Notes to WAY STATIONS by Elizabeth Robins

Notes to Way Stations

by Elizabeth Robins


Prepared by Joanne E. Gates


This published work of Elizabeth Robins has public domain status, as it was publilshed prior to 1923. Permission to format the text for the internet was secured by the then literary executor, Mabel Smith.

Electronic formatting, introductions, annotations and hyptertext versions are copyright Joanne E. Gates. (Many thanks to Linda Casey for a keen eye in locating typos, which are now incorporated.) The texts at this site may be used for unpublished research and for distribution in classrooms as long as they are made available in unaltered form.
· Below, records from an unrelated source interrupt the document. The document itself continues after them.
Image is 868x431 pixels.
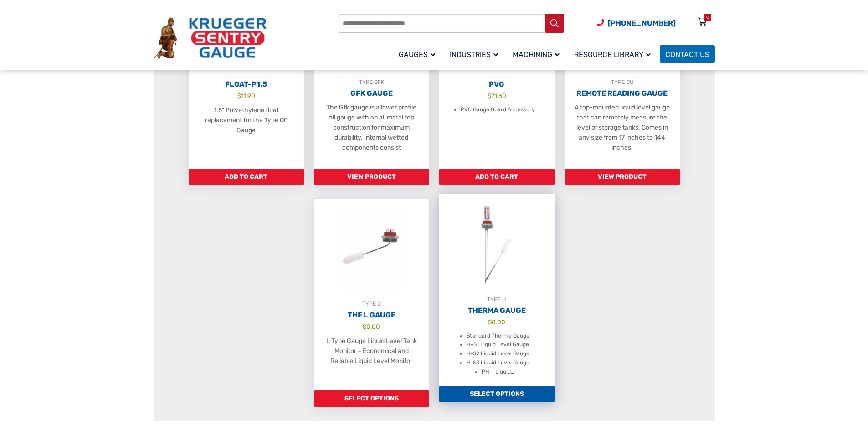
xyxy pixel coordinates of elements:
h2: Remote Reading Gauge [564,89,680,98]
bdi: 71.60 [487,92,506,100]
span: Machining [512,50,560,59]
a: Resource Library [569,43,660,64]
a: Contact Us [660,45,715,64]
a: Add to cart: “PVG” [439,169,555,185]
li: Standard Therma Gauge [467,331,530,341]
a: Add to cart: “Therma Gauge” [439,385,555,402]
div: TYPE GFK [314,78,429,86]
div: TYPE D [314,299,429,309]
h2: Float-P1.5 [188,80,304,89]
a: TYPE DThe L Gauge $0.00 L Type Gauge Liquid Level Tank Monitor – Economical and Reliable Liquid L... [314,199,429,390]
p: 1.5” Polyethylene float replacement for the Type OF Gauge [198,105,295,135]
a: Read more about “GFK Gauge” [314,169,429,185]
a: Industries [444,43,507,64]
span: $ [488,318,492,326]
a: Gauges [393,43,444,64]
a: Add to cart: “The L Gauge” [314,390,429,407]
p: The Gfk gauge is a lower profile fill gauge with an all metal top construction for maximum durabi... [323,103,420,153]
li: PVC Gauge Guard Accessory [461,105,535,115]
bdi: 0.00 [488,318,505,326]
a: Phone Number (920) 434-8860 [597,17,676,29]
bdi: 11.90 [238,92,255,100]
li: PH – Liquid… [482,367,514,377]
span: Industries [450,50,498,59]
a: Machining [507,43,569,64]
p: A top-mounted liquid level gauge that can remotely measure the level of storage tanks. Comes in a... [574,103,671,153]
a: Add to cart: “Float-P1.5” [188,169,304,185]
span: Gauges [399,50,436,59]
h2: GFK Gauge [314,89,429,98]
div: TYPE DU [564,78,680,86]
li: H-S3 Liquid Level Gauge [466,358,530,367]
li: H-S1 Liquid Level Gauge [467,340,529,349]
span: Contact Us [666,50,709,59]
div: 0 [706,13,709,21]
img: Krueger Sentry Gauge [154,17,267,59]
span: [PHONE_NUMBER] [608,19,676,27]
span: Resource Library [574,50,651,59]
img: Therma Gauge [439,194,555,294]
a: Read more about “Remote Reading Gauge” [564,169,680,185]
h2: The L Gauge [314,310,429,320]
h2: Therma Gauge [439,306,555,315]
span: $ [238,92,241,100]
li: H-S2 Liquid Level Gauge [466,349,530,358]
p: L Type Gauge Liquid Level Tank Monitor – Economical and Reliable Liquid Level Monitor [323,336,420,366]
img: The L Gauge [314,199,429,299]
h2: PVG [439,80,555,89]
a: TYPE HTherma Gauge $0.00 Standard Therma Gauge H-S1 Liquid Level Gauge H-S2 Liquid Level Gauge H-... [439,194,555,385]
span: $ [363,323,367,330]
span: $ [487,92,491,100]
bdi: 0.00 [363,323,380,330]
div: TYPE H [439,294,555,304]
You may NOT: store on another server, nor reformat, nor alter the hypertext, nor sell copies commercially. You may NOT reconfigure for the purposes of distributing on portable reading devices. You MAY print and use this version to distribute at cost (for educational purposes) and use it teach. You MAY link the document to your pages. As a courtesy, please notify Dr. Gates of use of the material or linking portions of this Robins site to another web page. E-mail to: jgates@jsu.edu
Or write to:
Dr. Joanne Gates, English Department, Stone Center
Jacksonville State University, 700 Pelham Rd. N.
Jacksonville, AL 36265 USA

CITATION. Use the following format for MLA style citation of this edition:


Author. Title. Print publication, and URL of the site; editor [Joanne E. Gates], title, text chapter(s); the date of the last update and the date the document was retrieved; and URL of the specific text.


Woman's War.

In the original table of contents, "Woman's War" was misprinted as "Woman's Way," but the original McClure's article and bottom of page note for the start of the esay on p. 349, give authoritiy for the change here to its correct title, "Woman's War."


6.

serried: crowded or dense, pressed together.


16.

The quotation is attributed to St. Chrysostom, A.D. 347-407, Archbishop of Constantinople, with reference to his views on women endorsed by church fathers: "a necessary evil, a natural temptation, a desirable calamity, a domestic peril, a deadly fascination, and a painted ill!"


42.

All the world's a stage: See Jaques in Shakespeare's As You Like It, II, vii:

All the world's a stage,
And all the men and women merely players:
They have their exits and their entrances;
And one man in his time plays many parts,
His acts being seven ages.

as well as Antonio in The Merchant of Venice, I, i:

I hold the world but as the world, Gratiano;
A stage where every man must play a part,
And mine a sad one.


48.

ineluctable: irresistible; impossible to avoid; inevitable.


54.

put away childish things. From 1 Corinthians 13:11: "When I was a child, I spake as a child, I understood as a child, I thought as a child: but when I became a man, I put away childish things."


99.

The epigraph is from Mathew 13: 2-3.


117-118.

The quotations are from line 90 and lines 139-40 of William Wordsworth's "Laodamia," c. 1813-1814.


185.

slings and arrows: from Hamlet's famous soliloquy in III, i:

To be, or not to be: that is the question:
Whether 'tis nobler in the mind to suffer
The slings and arrows of outrageous fortune,
Or to take arms against a sea of troubles,
And by opposing end them?


214.

For men must work: Attributed to Charles Kingsley (1819-1875), The Three Fishers.


238.

Unkindest cut of all. The allusion is to Antony's funeral oration for Caesar in Shakespeare's Julius Caesar. He tells the citizens that Brutus delivered the "most unkindest cut of all."


276.

In the original, the close-quotation mark at end of paragraph has no corresponding open quotation mark. For this edition, the phrase "Votes for Women" is set off by the pair of quotation marks.


277.

In the printed text, this lead-in sentence is inset and run in with the block quotation following. It has been adjusted to conform with block quotation style.


285.

The three inset paragraphs on this page are not inset in the printed text, but are formatted in a manner to conform to block quotations elsewhere.


288.

Footnote: The Dodd Mead copytext has "March 7, 1911" as the date, a misprint for 1912 that is corrected in this on-line edition.


301

and 302. Inset paragraphs of direct quotation at bottom of this page and on page 302 are not inset in the original. The change is made to conform to style established elsewhere, on pages 77-78.


321.

It appears that a typographical misprint has left off the close-quotation mark after ship.


326.

Robins has quoted Gladstone's reference to violence in a previous chapter, "The Prisoner's Banquet." To page 31.


363.

"Prim little scholars . . . if they please," from lines 97-98 of George Meredith's "Love in the Valley," originally 1851.